He spilled way too many secrets to a stranger who was about to fuck his entire life.
“I’m the other guy.”
“Table seventeen wants another beer, babe!” I glance over at Samantha, who gives me an exasperated smile because the bar is slammed tonight, short-staffed, and the night isn’t going to end for her for a while. “Put a little swing in your hips when you’re walking away this time. They seem to like you.”
She winks, grabbing her drinks from the bartender, Jordan, then places them on her sticky, brown tray.
“I don’t work here anymore!” I call back out to her as I watch her hips sway naturally in her tight white shorts and crop top.
Khloe chuckles loudly at my side, sipping on her Long Island iced tea and bobbing her head to a song by Doja Cat blaring off the speakers.
“Did you make good money here?” my best friend asks me. “I might need to reconsider my job choices.”
I lift a brow with a smile. “Why? You wanna show your ass off and get hit on every two seconds?”
“Yeah.” She nods her head confidently without any shame. All she wants is male attention because she’s been so busy at work the population there is miniscule. “Literally sounds like heaven. No commitment, just sweet words hollered out to my ears.”
“C’mon,” I argue. “You’re not that desperate for attention.” Khloe hits me with a blank stare before I roll my eyes. “Stopppp. You’re gorgeous.”
“No, stoppp, you’re gorgeous,” I repeat a she stares at me as if it’s a crime. “I, on the other hand, need reinforcements. I should’ve taken this job.”
Maybe so.
I got a waitress job at The Watering Hole a few months before I nailed the assistant job with Elliott, and…it wasn’t what I expected.
For one, I didn’t expect to be wearing shorts that cup the bottom of my ass and a crop top that showed off my lack of a tan. I also didn’t think I would be cat-called every ten minutes by a bunch of guys who just turned twenty-one.
It wasn’t an ideal night or job, not that I’m knocking bar jobs at all, but that business degree was literally burning a hole in my pocket. However, I made more money here in the two weeks than any bi-weekly paycheck besides the one I get now.
“The menu wouldn’t be hard to memorize,” Khloe states, holding an open menu in her hands. “Hamburgers, wings, nachos, and fries in different varieties. You liked it here?”
I lift my shoulders. “It did its purpose. You have your young crowd who just turns the legal age to get shitfaced and dance the night away. You have your millennials that harass the DJ to play good music over the new stuff of today. Then you have some of your businessmen that come in with their suit jackets hung over the back of their chairs, looking for cheap beer, a place that they didn’t have to entertain clients, and a show of waitresses barely dressed. That would be you and every other female that works here.”
“Not bad.”
“Here you go, love,” Jordan shouts over to us, sliding five Coronas over. “You need limes?”
I point at the cold beers. “I didn’t order this.”
“No, the college frat boys behind you did.” He winks at me and saunters away back to work.
“Aw, let’s go say thanks,” Khloe coos, already turned in her stool. “C’mon.”
I stare at the beers. “Why are there five? There’s two of us and that’s an even number.”
And why is it that no one knows how to count?
Khloe latches onto my wrist and pulls me gracelessly off my stool. “Three frat boys and two of us. That equals five, brainiac.”
Keep a best friend around that can do math. Maybe that’s where I messed up before.
“There she is,” a guy calls out, gaining my attention over the loud music, and low and behold, three dudes are gathered around a table that Khloe is guiding us to. “How are you doing?”
Light brown curly hair, a crooked nose, and wandering eyes, college boy eye-fucks the front of my blue dress without an ounce of subtlety or shame.
I shove Khloe forward a little bit because she was the one that wanted to say thank you, not me. I would’ve been fine with a wave or a thumbs up from afar.
“Hey, guys,” she beams. “Thanks for the beers. That was sweet.”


**WHAT TO WORK ON:** From the entries below, list each line with "will".

**Dataset entries:**
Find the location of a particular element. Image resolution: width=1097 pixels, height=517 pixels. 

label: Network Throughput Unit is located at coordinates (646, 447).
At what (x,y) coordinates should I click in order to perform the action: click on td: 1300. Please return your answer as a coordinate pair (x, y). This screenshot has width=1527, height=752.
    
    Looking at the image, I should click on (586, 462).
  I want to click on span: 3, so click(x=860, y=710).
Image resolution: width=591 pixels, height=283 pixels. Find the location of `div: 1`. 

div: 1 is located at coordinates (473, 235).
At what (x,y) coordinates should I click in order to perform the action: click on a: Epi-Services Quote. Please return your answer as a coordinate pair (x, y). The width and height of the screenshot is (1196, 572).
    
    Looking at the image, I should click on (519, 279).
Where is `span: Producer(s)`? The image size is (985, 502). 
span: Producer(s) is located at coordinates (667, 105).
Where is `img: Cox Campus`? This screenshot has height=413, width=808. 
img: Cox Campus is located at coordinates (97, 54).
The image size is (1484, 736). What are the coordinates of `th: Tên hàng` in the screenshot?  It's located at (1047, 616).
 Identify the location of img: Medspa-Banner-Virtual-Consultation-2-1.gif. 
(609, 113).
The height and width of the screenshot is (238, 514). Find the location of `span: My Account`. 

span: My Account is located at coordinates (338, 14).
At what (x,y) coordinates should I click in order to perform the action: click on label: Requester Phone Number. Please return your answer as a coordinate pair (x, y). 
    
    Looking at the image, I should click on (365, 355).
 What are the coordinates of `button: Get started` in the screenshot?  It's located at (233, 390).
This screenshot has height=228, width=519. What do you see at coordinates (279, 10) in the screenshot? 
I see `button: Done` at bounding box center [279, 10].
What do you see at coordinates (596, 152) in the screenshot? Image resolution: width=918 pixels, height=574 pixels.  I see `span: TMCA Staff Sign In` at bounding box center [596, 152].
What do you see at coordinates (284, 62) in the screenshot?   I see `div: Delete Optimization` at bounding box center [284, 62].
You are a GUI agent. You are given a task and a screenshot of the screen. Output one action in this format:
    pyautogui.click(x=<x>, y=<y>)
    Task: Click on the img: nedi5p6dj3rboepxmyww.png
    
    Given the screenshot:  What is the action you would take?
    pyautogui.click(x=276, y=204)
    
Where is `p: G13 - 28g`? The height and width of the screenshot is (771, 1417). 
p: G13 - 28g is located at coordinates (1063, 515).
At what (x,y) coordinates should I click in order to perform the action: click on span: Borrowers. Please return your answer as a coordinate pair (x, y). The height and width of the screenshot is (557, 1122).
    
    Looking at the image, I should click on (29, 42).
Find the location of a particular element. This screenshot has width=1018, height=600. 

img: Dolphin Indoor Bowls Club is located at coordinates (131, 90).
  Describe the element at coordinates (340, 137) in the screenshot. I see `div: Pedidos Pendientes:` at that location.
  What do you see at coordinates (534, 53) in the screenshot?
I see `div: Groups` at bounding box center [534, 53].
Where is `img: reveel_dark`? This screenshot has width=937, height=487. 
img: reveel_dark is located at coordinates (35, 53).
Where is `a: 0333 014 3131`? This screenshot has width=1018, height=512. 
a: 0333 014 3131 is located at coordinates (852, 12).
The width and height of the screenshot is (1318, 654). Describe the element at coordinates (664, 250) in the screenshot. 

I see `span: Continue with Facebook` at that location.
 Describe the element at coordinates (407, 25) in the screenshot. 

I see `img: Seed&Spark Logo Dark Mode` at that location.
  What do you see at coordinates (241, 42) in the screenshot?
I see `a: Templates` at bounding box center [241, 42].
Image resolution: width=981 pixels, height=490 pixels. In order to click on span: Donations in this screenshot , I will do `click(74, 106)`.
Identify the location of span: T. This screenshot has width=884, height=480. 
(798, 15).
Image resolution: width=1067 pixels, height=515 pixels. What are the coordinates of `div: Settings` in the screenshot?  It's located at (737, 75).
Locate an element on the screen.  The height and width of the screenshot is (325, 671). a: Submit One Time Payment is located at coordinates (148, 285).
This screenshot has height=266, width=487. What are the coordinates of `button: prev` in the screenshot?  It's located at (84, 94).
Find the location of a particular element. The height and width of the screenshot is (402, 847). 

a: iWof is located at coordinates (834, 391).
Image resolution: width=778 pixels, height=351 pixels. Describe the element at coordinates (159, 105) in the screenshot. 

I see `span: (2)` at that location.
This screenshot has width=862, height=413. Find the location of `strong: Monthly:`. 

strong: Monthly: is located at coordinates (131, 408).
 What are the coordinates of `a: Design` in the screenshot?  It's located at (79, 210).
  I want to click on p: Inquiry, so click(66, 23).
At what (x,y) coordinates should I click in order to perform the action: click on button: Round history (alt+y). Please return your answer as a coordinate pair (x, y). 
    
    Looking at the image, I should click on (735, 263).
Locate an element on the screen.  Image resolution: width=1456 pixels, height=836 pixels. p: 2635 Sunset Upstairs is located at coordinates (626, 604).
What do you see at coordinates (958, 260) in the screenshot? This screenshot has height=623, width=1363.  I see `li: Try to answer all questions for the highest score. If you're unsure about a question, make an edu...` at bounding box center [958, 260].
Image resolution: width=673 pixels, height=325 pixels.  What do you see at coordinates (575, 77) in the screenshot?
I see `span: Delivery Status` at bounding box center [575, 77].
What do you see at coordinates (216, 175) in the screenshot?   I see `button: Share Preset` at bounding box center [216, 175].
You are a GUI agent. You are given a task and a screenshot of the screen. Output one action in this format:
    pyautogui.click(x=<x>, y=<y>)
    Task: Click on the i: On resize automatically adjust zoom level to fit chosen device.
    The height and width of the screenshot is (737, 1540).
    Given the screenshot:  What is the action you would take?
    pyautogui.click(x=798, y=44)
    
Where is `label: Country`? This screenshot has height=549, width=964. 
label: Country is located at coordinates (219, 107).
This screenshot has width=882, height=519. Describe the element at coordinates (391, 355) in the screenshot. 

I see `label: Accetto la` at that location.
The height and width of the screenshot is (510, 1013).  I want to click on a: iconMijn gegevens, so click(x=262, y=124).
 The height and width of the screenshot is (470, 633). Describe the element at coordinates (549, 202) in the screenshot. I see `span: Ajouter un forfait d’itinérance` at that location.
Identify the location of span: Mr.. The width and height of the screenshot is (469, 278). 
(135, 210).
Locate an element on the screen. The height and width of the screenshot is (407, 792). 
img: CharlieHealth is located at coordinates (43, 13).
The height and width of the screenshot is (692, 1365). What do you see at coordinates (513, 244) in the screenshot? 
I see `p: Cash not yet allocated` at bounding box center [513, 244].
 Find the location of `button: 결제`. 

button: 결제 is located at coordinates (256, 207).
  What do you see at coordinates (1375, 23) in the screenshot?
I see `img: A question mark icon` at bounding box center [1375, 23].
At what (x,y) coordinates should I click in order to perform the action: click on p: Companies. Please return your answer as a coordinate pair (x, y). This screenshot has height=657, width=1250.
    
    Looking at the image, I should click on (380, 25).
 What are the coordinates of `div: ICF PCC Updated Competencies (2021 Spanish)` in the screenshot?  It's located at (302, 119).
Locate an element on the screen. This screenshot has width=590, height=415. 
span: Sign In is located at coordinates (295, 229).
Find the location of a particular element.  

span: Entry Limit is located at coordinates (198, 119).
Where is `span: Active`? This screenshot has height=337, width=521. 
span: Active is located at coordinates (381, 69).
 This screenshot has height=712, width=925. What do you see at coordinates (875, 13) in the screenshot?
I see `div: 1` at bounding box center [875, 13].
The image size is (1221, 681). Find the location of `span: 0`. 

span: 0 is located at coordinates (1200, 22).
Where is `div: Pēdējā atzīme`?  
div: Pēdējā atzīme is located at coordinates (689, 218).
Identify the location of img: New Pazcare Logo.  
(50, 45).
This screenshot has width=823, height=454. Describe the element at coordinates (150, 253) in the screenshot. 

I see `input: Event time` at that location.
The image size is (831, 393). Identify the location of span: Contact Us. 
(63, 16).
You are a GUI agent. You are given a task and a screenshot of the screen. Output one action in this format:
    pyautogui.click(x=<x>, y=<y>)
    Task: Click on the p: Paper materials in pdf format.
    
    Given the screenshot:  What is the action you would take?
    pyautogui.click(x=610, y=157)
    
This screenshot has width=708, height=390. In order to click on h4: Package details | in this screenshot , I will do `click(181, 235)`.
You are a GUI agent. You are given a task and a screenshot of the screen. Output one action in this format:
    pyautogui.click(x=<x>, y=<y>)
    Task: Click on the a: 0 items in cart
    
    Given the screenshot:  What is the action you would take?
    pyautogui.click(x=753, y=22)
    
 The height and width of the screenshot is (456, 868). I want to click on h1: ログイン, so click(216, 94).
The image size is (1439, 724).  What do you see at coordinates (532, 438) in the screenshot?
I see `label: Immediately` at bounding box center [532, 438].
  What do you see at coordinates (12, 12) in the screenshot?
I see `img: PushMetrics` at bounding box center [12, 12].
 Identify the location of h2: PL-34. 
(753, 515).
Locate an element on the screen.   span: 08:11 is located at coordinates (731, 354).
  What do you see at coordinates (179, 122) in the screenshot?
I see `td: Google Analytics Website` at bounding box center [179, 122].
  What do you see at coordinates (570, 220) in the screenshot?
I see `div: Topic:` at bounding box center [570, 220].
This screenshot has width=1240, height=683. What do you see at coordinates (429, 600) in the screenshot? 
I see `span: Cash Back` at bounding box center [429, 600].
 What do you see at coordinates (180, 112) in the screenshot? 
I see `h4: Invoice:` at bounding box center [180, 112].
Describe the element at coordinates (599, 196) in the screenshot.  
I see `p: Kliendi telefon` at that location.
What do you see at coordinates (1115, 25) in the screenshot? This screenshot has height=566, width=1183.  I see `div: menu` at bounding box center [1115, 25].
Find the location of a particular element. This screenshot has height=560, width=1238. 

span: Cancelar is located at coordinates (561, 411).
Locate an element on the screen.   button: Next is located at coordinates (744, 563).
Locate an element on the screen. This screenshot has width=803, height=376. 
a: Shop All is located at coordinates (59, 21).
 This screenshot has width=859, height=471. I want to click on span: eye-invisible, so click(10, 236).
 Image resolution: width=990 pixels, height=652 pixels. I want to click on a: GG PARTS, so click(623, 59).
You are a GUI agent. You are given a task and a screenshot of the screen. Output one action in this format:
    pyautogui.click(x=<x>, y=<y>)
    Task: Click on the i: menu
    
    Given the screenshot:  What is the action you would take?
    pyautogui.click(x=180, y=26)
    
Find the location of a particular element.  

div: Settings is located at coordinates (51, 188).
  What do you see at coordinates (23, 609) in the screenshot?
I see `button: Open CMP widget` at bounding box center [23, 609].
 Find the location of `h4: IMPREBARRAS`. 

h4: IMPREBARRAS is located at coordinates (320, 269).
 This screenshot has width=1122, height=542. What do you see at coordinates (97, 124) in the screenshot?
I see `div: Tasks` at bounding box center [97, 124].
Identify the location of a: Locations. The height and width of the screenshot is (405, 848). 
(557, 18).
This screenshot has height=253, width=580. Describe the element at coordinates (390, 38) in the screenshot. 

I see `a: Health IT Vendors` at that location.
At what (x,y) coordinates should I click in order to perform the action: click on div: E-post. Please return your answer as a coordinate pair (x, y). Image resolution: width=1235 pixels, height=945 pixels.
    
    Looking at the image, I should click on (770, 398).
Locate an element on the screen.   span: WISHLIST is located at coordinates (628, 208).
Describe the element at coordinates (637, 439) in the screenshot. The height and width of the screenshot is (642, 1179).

**RESULT FOR THIS TASK:**
Image resolution: width=981 pixels, height=490 pixels. In order to click on span: Donations in this screenshot , I will do `click(74, 106)`.
This screenshot has width=708, height=390. In order to click on h4: Package details | in this screenshot , I will do `click(181, 235)`.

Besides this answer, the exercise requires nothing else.